Watching this film, there are many things to wonder (and worry) about, but one of the stranger moments is how the bomb bursts in complete silence. We see a sudden white flash. It makes the soldiers flinch. Then there’s a pause, a pregnant quiet that lasts for a beat, then another and then — there’s a roar. (“There it is! The ground wave!”), after which the sky above seems to go black and the air turns to fire.

Basic physics explains the pause. Because light travels quicker than sound, you see light first, you hear sound later. In most movies (even in government-released atomic bomb blast films), the sound is artificially time shifted to make the flash and the sound appear simultaneous.

‘A Long, Thundering Growl’

But that’s not what it’s like if you are actually there. Science historian Alex Wellerstein has found an undoctored and deeply frightening recording — which he just posted on Restricted Data; The Nuclear Secrecy Blog.

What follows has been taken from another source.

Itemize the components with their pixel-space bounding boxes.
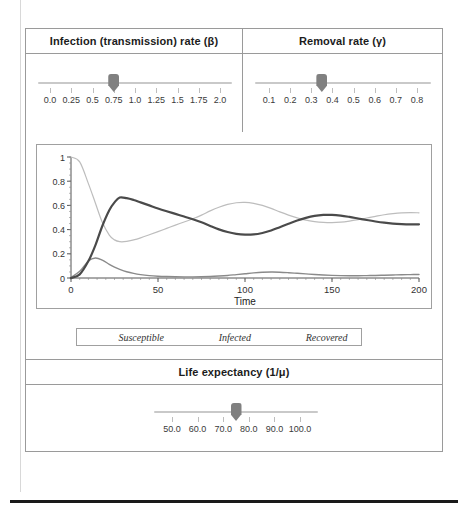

He got it, he says, from “a Russian correspondent” who was searching the U.S. National Archives. (Why not? Our past is open to all.) The Russian found a recording of an American atomic test in 1953, which shows an enormous flash of white, so white it blanks out the entire sky, then thick clouds of ash (or maybe dirt?) tumble up, a fireball appears — all of this in total quiet. Thirty seconds pass.